I can’t help myself when I want so much to cry out in rage, about anyone who dares to ‘fuss’ about who is worthy of participation in the orders and offices of the Church while so many in our shared family are suffering and dying needlessly. I want to rage on about what a travesty of faith this kind of attitude and behaviour represents, about what an abuse of the gift of God’s grace all of this is and then I am reminded that the more I focus upon blaming and judging, anticipating and reacting the less I am present and able instead to develop what Thomas Cahill describes as the narratives of grace, ‘the recountings of those blessed and inexplicable moments when someone did something for someone else, saved a life, bestowed a gift, gave something beyond what was required by the circumstance.’
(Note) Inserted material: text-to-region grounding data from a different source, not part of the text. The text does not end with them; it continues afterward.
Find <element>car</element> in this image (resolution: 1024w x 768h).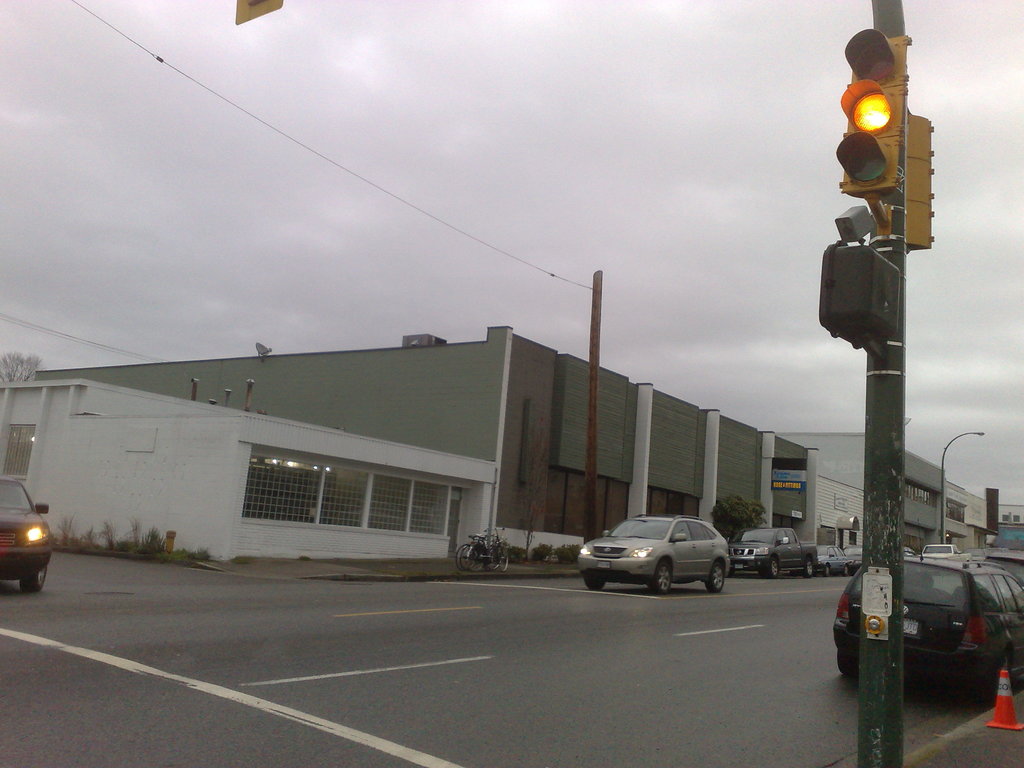
[left=977, top=555, right=1023, bottom=589].
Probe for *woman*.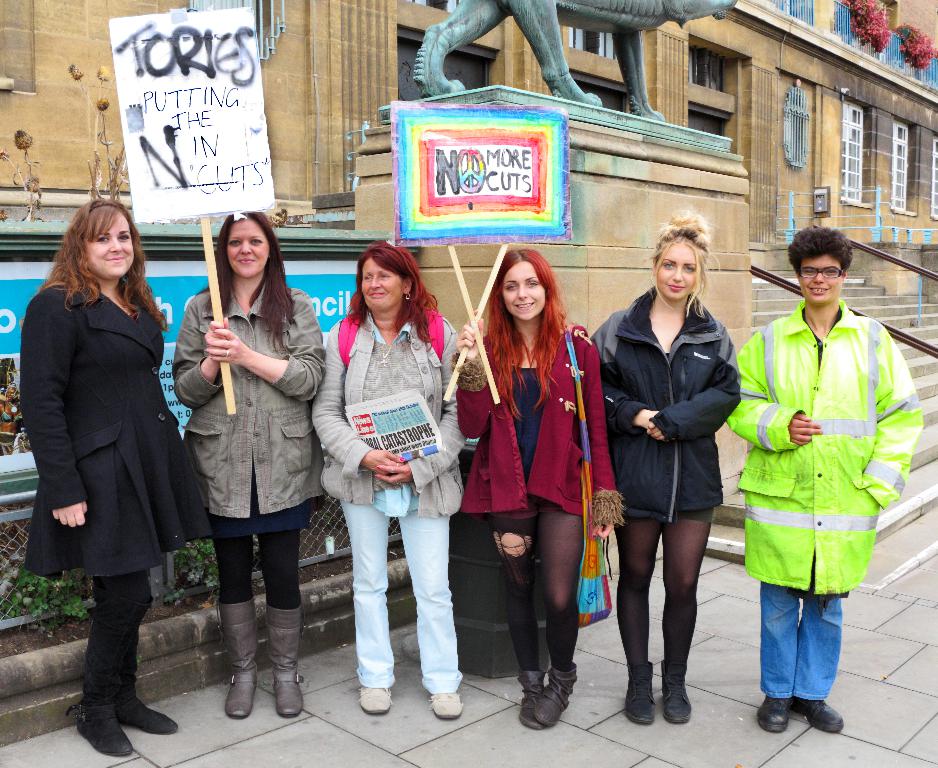
Probe result: [602,227,743,729].
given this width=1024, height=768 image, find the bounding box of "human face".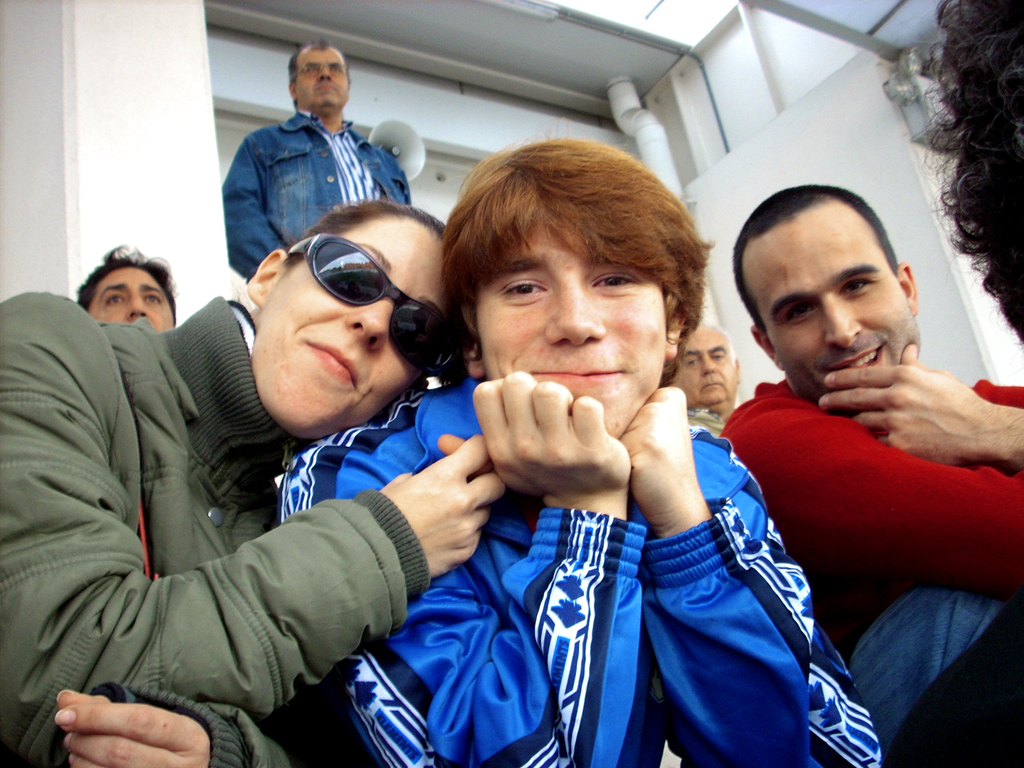
rect(477, 220, 669, 439).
And this I realize is what being ‘drenched in grace’ is calling me into – is calling us all into. We are being challenged to find within ourselves renewed appreciation of all that is good and true and kind, of all that is life-giving and life-sustaining, of all that is merciful and humbling.

We are I believe being challenged in the current circumstance not so much to focus too intently and singularly on the bad behaviour of the few, but rather to focus anew the very good behaviour of the many whose exemplary regard for the sacredness of all others whom God has created points us all toward that way in which God would probably say that grace is to be truly expressed.
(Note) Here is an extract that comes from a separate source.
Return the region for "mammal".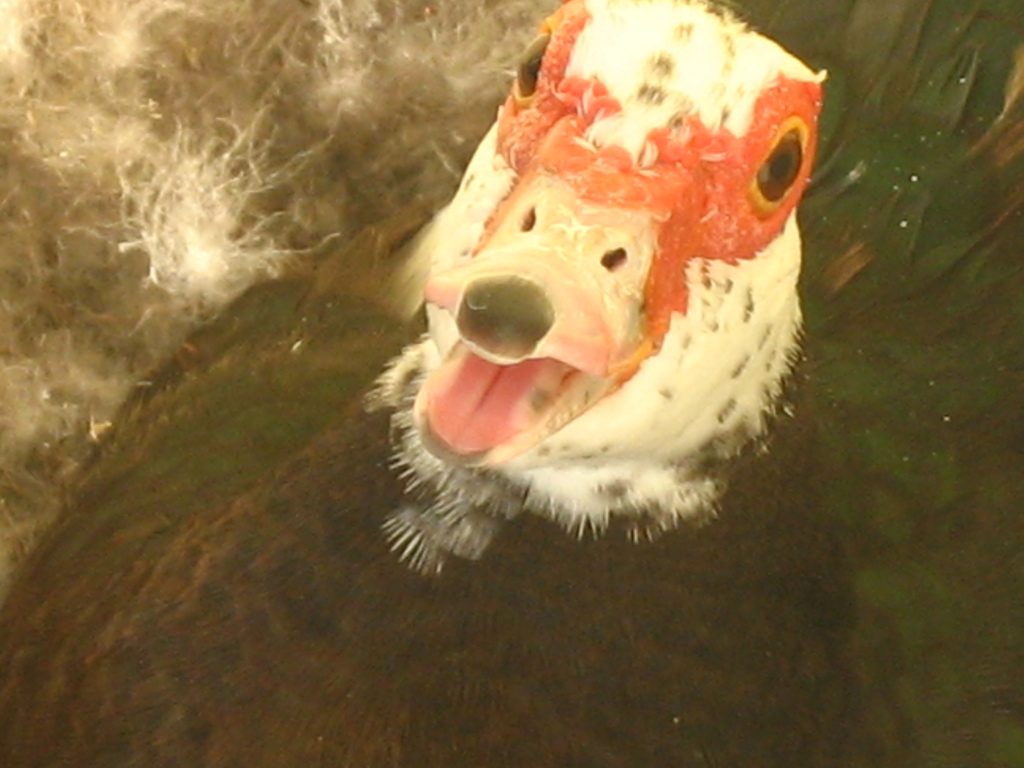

This is not to say we ignore the political struggles swirling all around us, not for a moment, but rather it is to say we need to pause and to consider whether or not our approach to these matters is primarily one of self-righteous admonition or one of transcendent grace?

If it is true that our new identity in Christ is one utterly transformative of our relationships with one another then it follows that to the largest extent our speaking and our behaving must also be radically reinscribed firstly in our hearts and then and only then, in our minds.

Transcendent grace enables us to hold both to the necessary project of pursuing God’s justice in the face of any and all injustice even as it simultaneously enables us to participate in the immediate and desparately urgent pastoral work of healing and of reconciling.

And so my sisters and brothers what is it that we are to do? Are we to continue to draw our lines in the shifting sands of ecclesial aggression and blaming, of accusing and judging? Or are we to shift our emphasis to embrace simultaneously and in sufficient measure, grace filled mutual affection and uplift of one another, together with boldly reconciling behaviour? Can we exemplify the very best of God’s grace even as we continue to name decisively and to act boldly and courageously against all of those things, which we know to be unacceptable in God’s sight? Can we stand more confidently together as members of the family of Christ, on the common ground of God’s world, on the basis of a newly apprehended indigenous model of unconditionally inclusive relationality?

Can we do all of this as people connected as adversaries and as friends, across the villages, towns, cities and nations into which we are blessed to be born – a people who know and are known by the ancestors; who know the rivers and lakes and mountains which shelter and nurture us all; a people committed to the full participation and flourishing of all in God’s world; a people unafraid of simplicity or of suffering, a people instinctively attuned to heartfelt wisdom, to forgiveness, to unconditional belonging, to God’s grace and peace with and for us all? I am confident that we will, we can and we must . . . in Christ’s name. Amen.